Nokia, Alca-Lu merger not as sweet as it seems

Rethink
As Nokia's sale of its handset business draws closer, the markets are increasingly determined that it will spend its €5.44 billion ($7.51 billion) windfall on bolstering its chief remaining business by acquiring Alcatel-Lucent's wireless infrastructure unit for an anticipated €2 billion.
 
The fit seems neat on paper – Nokia will have a record cash mountain of about €14 billion after its handset deal with Microsoft is completed; it has said before that it needs a partner to increase the scale of NSN, which will be its main business post-transaction; ALU's new CEO Michel Combes is a renowned slasher and burner and wants to make more radical divestments than his predecessor; Combes effectively demoted the pure wireless business during his recent reorganization, putting IP systems, and especially the core and edge routers, at the heart of the strategy.
 
All this logic seems overwhelming, so analysts are ignoring all the lessons of history – both companies' disastrously mismanaged mergers in the last decade; the challenges of converging their two product lines and the distraction that would create from competing with Ericsson and Huawei; all those “tying two rocks together won't make them float” warnings. Bloomberg points out that, once Nokia sells the device business, it will have the eighth largest cash pile in Europe among non-finance companies. The danger is that the Finnish firm will behave like a lottery winner, spending its new-found riches without due thought.
 
Not everyone takes this line though. “This deal makes complete sense,” Sami Sarkamies of Nordea Bank told Bloomberg. “Nokia will have the financial flexibility to do this kind of deal and Alcatel needs to slim down. There is a relatively high likelihood of this deal happening.” He also believes Nokia must move quickly in case Samsung decides to bid for ALU's wireless assets, though the Korean firm, which is building up its infrastructure activities, denied interest.
 
Insiders say Nokia is seriously evaluating the ALU option and even that preliminary talks may have taken place. The price it would have to pay would be between €1 billion and €2 billion, according to various estimates, and might enable Nokia to resume dividends payment – as much as 40 cents a share, says one observer.
 
If the companies were to merge, Nokia would gain an additional €3.4 billion in annual sales, excluding services and software, and would have about 32% market share, overtaking Huawei, on about 22% of the global wireless infrastructure space, and getting close to Ericsson‟s 36%. The deal would also bring NSN a better base in the US, where ALU is supplying the top three carriers, but NSN has only gained business with T-Mobile. Verizon, Sprint and AT&T account for about 35% of ALU's revenue while TMo contributes about 4% of NSN's.
 
 
However, the combined entity would have to compete as a pure-play wireless vendor at a time when top tier carriers are looking to invest in converged wireless/wireline networks. Of course, the enlarged Nokia might arrange a strategic alliance with the rump of ALU, which is growing its base in carrier IP networking, but this would be a less harmonized platform than Huawei, in particular, offers.
 
Of course, official spokespeople for both firms remain silent on the matter, and ALU representative Simon Poulter said: “Alcatel-Lucent's focus is on executing the Shift Plan as the means of managing our own destiny”, referring to Combes' major reorganization of the firm around con-verged IP networking.
 
Combes has said: “We are going to focus on the areas where we can be one of the top three players in the world. Otherwise, it's not worth it.” It remains to be seen whether he identifies mobile networks as an area where the firm can vie with the big three on its own merits – or, if not, whether LTE technology will still be essential to being a top three player in carrier IP systems overall.
 
Nokia had €9.1 billion in cash and equivalents as of June 30 and will add €5.44 billion from Microsoft. It currently has a junk credit rating and €5.4 billion in total debt. CFO Timo Ihamuotila said last month that, had the Microsoft and Siemens transactions closed before the end of the second quarter, the company would have had gross cash of €14.9bn. Nokia failed to pay a dividend this year for the first time for at least 143 years. Though NSN'‟s ongoing restructuring is less radical than ALU's, Nokia is evaluating the businesses that will remain post-handsets (NSN, Maps and IPR), and will then return excess cash to shareholders, the CFO said.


WORK TASK
Pull each line containing "needs" out of the data and copy it.

Figure dataset records
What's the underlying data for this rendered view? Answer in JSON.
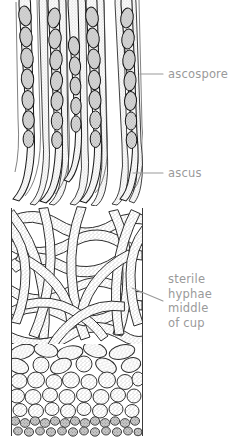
{
  "figure": {
    "background_color": "#ffffff",
    "ink_color": "#1a1a1a",
    "fill_light": "#f2f2f2",
    "label_color": "#9a9a9a",
    "leader_color": "#9a9a9a",
    "width": 243,
    "height": 446
  },
  "labels": [
    {
      "id": "ascospore",
      "text": "ascospore",
      "lines": [
        "ascospore"
      ],
      "x": 168,
      "y": 67,
      "leader": {
        "x1": 140,
        "y1": 74,
        "x2": 163,
        "y2": 74
      }
    },
    {
      "id": "ascus",
      "text": "ascus",
      "lines": [
        "ascus"
      ],
      "x": 168,
      "y": 166,
      "leader": {
        "x1": 133,
        "y1": 173,
        "x2": 163,
        "y2": 173
      }
    },
    {
      "id": "sterile-hyphae",
      "text": "sterile hyphae middle of cup",
      "lines": [
        "sterile",
        "hyphae",
        "middle",
        "of cup"
      ],
      "x": 168,
      "y": 272,
      "leader": {
        "x1": 132,
        "y1": 288,
        "x2": 163,
        "y2": 301
      }
    }
  ],
  "regions": [
    {
      "id": "hymenium",
      "name": "hymenium with asci and ascospores",
      "y_top": 0,
      "y_bottom": 210,
      "description": "palisade of elongate club-shaped asci, each containing a row of dark oval ascospores"
    },
    {
      "id": "sterile-hyphae-layer",
      "name": "sterile hyphae middle of cup",
      "y_top": 210,
      "y_bottom": 345,
      "description": "dense interwoven tangle of stippled filaments"
    },
    {
      "id": "cellular-layer",
      "name": "cellular excipulum",
      "y_top": 345,
      "y_bottom": 440,
      "description": "rounded stippled cells grading into a band of small dark cells at the base"
    }
  ],
  "specimen_bounds": {
    "left": 11,
    "right": 143,
    "top": 0,
    "bottom": 440
  }
}
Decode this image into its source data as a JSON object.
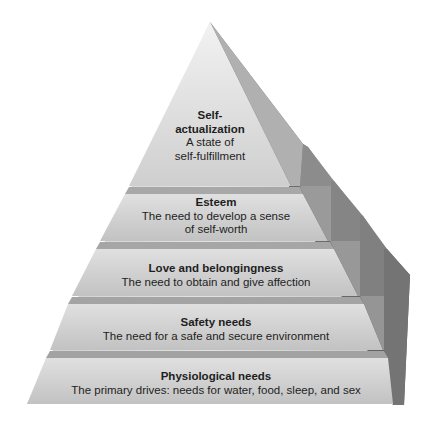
{
  "diagram": {
    "type": "pyramid",
    "colors": {
      "front_face_light": "#dcdcdc",
      "front_face_mid": "#c8c8c8",
      "band": "#a9a9a9",
      "side_dark": "#6e6e6e",
      "side_mid": "#8a8a8a",
      "text": "#1e1e1e",
      "background": "#ffffff"
    },
    "tiers": [
      {
        "title": "Self-",
        "title2": "actualization",
        "desc": "A state of",
        "desc2": "self-fulfillment"
      },
      {
        "title": "Esteem",
        "desc": "The need to develop a sense",
        "desc2": "of self-worth"
      },
      {
        "title": "Love and belongingness",
        "desc": "The need to obtain and give affection"
      },
      {
        "title": "Safety needs",
        "desc": "The need for a safe and secure environment"
      },
      {
        "title": "Physiological needs",
        "desc": "The primary drives: needs for water, food, sleep, and sex"
      }
    ]
  }
}
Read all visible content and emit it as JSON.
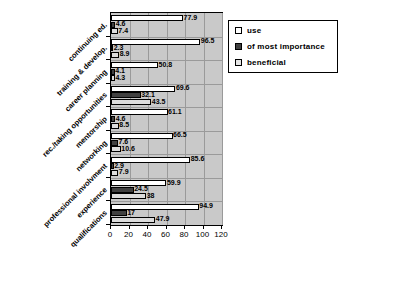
{
  "chart_data": {
    "type": "bar",
    "orientation": "horizontal",
    "title": "",
    "xlabel": "",
    "ylabel": "",
    "xlim": [
      0,
      120
    ],
    "xticks": [
      0,
      20,
      40,
      60,
      80,
      100,
      120
    ],
    "grid": true,
    "legend_position": "right",
    "categories": [
      "continuing ed.",
      "training & develop.",
      "career planning",
      "rec./taking opportunities",
      "mentorship",
      "networking",
      "professional involvment",
      "experience",
      "qualifications"
    ],
    "series": [
      {
        "name": "use",
        "color": "#ffffff",
        "values": [
          77.9,
          96.5,
          50.8,
          69.6,
          61.1,
          66.5,
          85.6,
          59.9,
          94.9
        ],
        "labels": [
          "77.9",
          "96.5",
          "50.8",
          "69.6",
          "61.1",
          "66.5",
          "85.6",
          "59.9",
          "94.9"
        ]
      },
      {
        "name": "of most importance",
        "color": "#404040",
        "values": [
          4.6,
          2.3,
          4.1,
          32.1,
          4.6,
          7.6,
          2.9,
          24.5,
          17
        ],
        "labels": [
          "4.6",
          "2.3",
          "4.1",
          "32.1",
          "4.6",
          "7.6",
          "2.9",
          "24.5",
          "17"
        ]
      },
      {
        "name": "beneficial",
        "color": "#e6e6e6",
        "values": [
          7.4,
          8.9,
          4.3,
          43.5,
          8.5,
          10.6,
          7.9,
          38,
          47.9
        ],
        "labels": [
          "7.4",
          "8.9",
          "4.3",
          "43.5",
          "8.5",
          "10.6",
          "7.9",
          "38",
          "47.9"
        ]
      }
    ]
  },
  "legend": {
    "items": [
      {
        "label": "use"
      },
      {
        "label": "of most importance"
      },
      {
        "label": "beneficial"
      }
    ]
  }
}
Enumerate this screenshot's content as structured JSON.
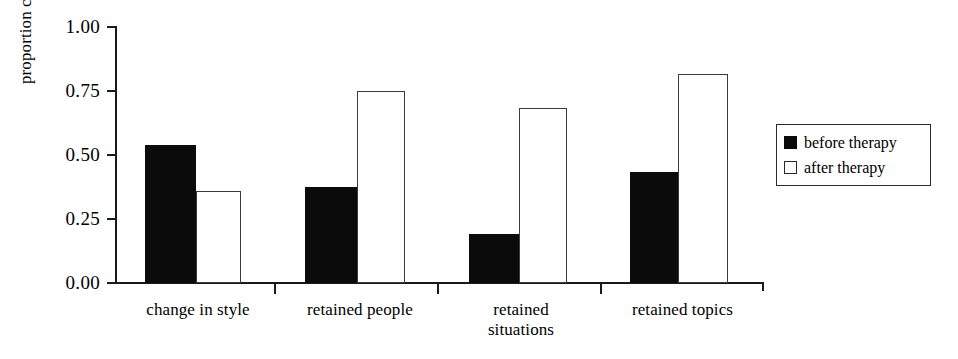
{
  "chart_data": {
    "type": "bar",
    "title": "",
    "xlabel": "",
    "ylabel": "proportion change",
    "ylim": [
      0,
      1.0
    ],
    "ytick_labels": [
      "0.00",
      "0.25",
      "0.50",
      "0.75",
      "1.00"
    ],
    "ytick_values": [
      0.0,
      0.25,
      0.5,
      0.75,
      1.0
    ],
    "grid": false,
    "legend_position": "right",
    "categories": [
      "change in style",
      "retained people",
      "retained situations",
      "retained topics"
    ],
    "category_lines": [
      [
        "change in style"
      ],
      [
        "retained people"
      ],
      [
        "retained",
        "situations"
      ],
      [
        "retained topics"
      ]
    ],
    "series": [
      {
        "name": "before therapy",
        "color": "#000000",
        "fill": "solid",
        "values": [
          0.54,
          0.375,
          0.19,
          0.435
        ]
      },
      {
        "name": "after therapy",
        "color": "#ffffff",
        "fill": "open",
        "values": [
          0.36,
          0.75,
          0.685,
          0.815
        ]
      }
    ]
  },
  "legend": {
    "entries": [
      {
        "label": "before therapy",
        "swatch": "filled-black-square"
      },
      {
        "label": "after therapy",
        "swatch": "open-white-square"
      }
    ]
  },
  "axes": {
    "y_label": "proportion change",
    "y_ticks": [
      "1.00",
      "0.75",
      "0.50",
      "0.25",
      "0.00"
    ]
  },
  "colors": {
    "before_therapy": "#000000",
    "after_therapy": "#ffffff",
    "axis": "#1a1a1a",
    "background": "#ffffff"
  }
}
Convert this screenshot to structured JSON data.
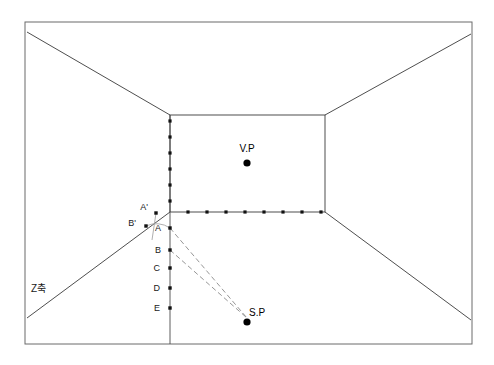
{
  "diagram": {
    "canvas": {
      "width": 494,
      "height": 365,
      "background": "#ffffff"
    },
    "frame": {
      "name": "picture-plane-frame",
      "x": 25,
      "y": 22,
      "width": 447,
      "height": 322,
      "stroke": "#6b6b6b"
    },
    "back_wall": {
      "name": "back-wall-rectangle",
      "left": 170,
      "top": 115,
      "right": 325,
      "bottom": 212,
      "stroke": "#3a3a3a"
    },
    "vanishing_point": {
      "label": "V.P",
      "x": 247,
      "y": 163,
      "label_x": 247,
      "label_y": 152,
      "radius": 3.6,
      "color": "#000000"
    },
    "station_point": {
      "label": "S.P",
      "x": 247,
      "y": 322,
      "label_x": 249,
      "label_y": 316,
      "radius": 3.6,
      "color": "#000000"
    },
    "axis_annotation": {
      "label": "Z축",
      "x": 31,
      "y": 292
    },
    "ground_line_points": {
      "name": "ground-line-measure-points",
      "y": 212,
      "x_start": 170,
      "x_end": 325,
      "count": 8,
      "values": [
        188,
        207,
        226,
        245,
        264,
        283,
        302,
        321
      ]
    },
    "vertical_line_points": {
      "name": "vertical-measure-points",
      "x": 170,
      "y_start": 115,
      "y_end": 212,
      "count": 6,
      "values": [
        121,
        137,
        153,
        169,
        185,
        201
      ]
    },
    "measuring_points": [
      {
        "label": "A'",
        "x": 156,
        "y": 213,
        "label_x": 148,
        "label_y": 210,
        "on": "left-diagonal"
      },
      {
        "label": "B'",
        "x": 146,
        "y": 226,
        "label_x": 136,
        "label_y": 226,
        "on": "left-diagonal"
      },
      {
        "label": "A",
        "x": 170,
        "y": 228,
        "label_x": 161,
        "label_y": 231,
        "on": "vertical"
      },
      {
        "label": "B",
        "x": 170,
        "y": 250,
        "label_x": 161,
        "label_y": 253,
        "on": "vertical"
      },
      {
        "label": "C",
        "x": 170,
        "y": 268,
        "label_x": 160,
        "label_y": 271,
        "on": "vertical"
      },
      {
        "label": "D",
        "x": 170,
        "y": 288,
        "label_x": 160,
        "label_y": 291,
        "on": "vertical"
      },
      {
        "label": "E",
        "x": 170,
        "y": 308,
        "label_x": 160,
        "label_y": 311,
        "on": "vertical"
      }
    ],
    "sight_rays": [
      {
        "name": "ray-A-to-SP",
        "from": [
          170,
          228
        ],
        "to": [
          247,
          318
        ]
      },
      {
        "name": "ray-B-to-SP",
        "from": [
          170,
          250
        ],
        "to": [
          247,
          318
        ]
      }
    ],
    "room_edges": [
      {
        "name": "edge-top-left",
        "from": [
          27,
          32
        ],
        "to": [
          170,
          115
        ]
      },
      {
        "name": "edge-top-right",
        "from": [
          471,
          34
        ],
        "to": [
          325,
          115
        ]
      },
      {
        "name": "edge-bottom-left",
        "from": [
          27,
          318
        ],
        "to": [
          170,
          212
        ]
      },
      {
        "name": "edge-bottom-right",
        "from": [
          471,
          320
        ],
        "to": [
          325,
          212
        ]
      }
    ],
    "vertical_guide": {
      "name": "picture-plane-vertical",
      "x": 170,
      "y_top": 115,
      "y_bottom": 344
    },
    "colors": {
      "frame": "#6b6b6b",
      "room": "#3a3a3a",
      "dot": "#111111",
      "ray": "#8a8a8a",
      "text": "#1a1a1a"
    }
  }
}
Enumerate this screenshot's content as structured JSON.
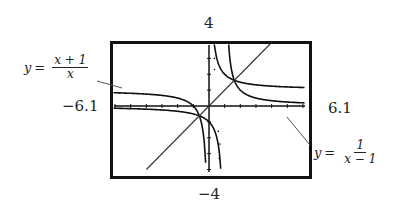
{
  "chart_data": {
    "type": "line",
    "title": "",
    "xlabel": "",
    "ylabel": "",
    "xlim": [
      -6.1,
      6.1
    ],
    "ylim": [
      -4,
      4
    ],
    "grid": false,
    "window_labels": {
      "ymax": "4",
      "ymin": "−4",
      "xmin": "−6.1",
      "xmax": "6.1"
    },
    "series": [
      {
        "name": "y = (x + 1)/x",
        "expression": "(x+1)/x",
        "asymptotes": {
          "vertical": 0,
          "horizontal": 1
        }
      },
      {
        "name": "y = 1/(x − 1)",
        "expression": "1/(x-1)",
        "asymptotes": {
          "vertical": 1,
          "horizontal": 0
        }
      },
      {
        "name": "y = x",
        "expression": "x"
      }
    ],
    "annotations": [
      {
        "text": "y = (x + 1)/x",
        "position": "upper-left, pointer to left branch"
      },
      {
        "text": "y = 1/(x − 1)",
        "position": "lower-right, pointer to right branch"
      }
    ]
  },
  "labels": {
    "ymax": "4",
    "ymin": "−4",
    "xmin": "−6.1",
    "xmax": "6.1"
  },
  "eq1": {
    "lhs": "y",
    "eqs": "=",
    "num": "x + 1",
    "den": "x"
  },
  "eq2": {
    "lhs": "y",
    "eqs": "=",
    "num": "1",
    "den": "x − 1"
  }
}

SOLUTION TO THIS PROBLEM
        "title": "Safety needs",
        "title": "Physiological needs",
        "desc": "The primary drives: needs for water, food, sleep, and sex"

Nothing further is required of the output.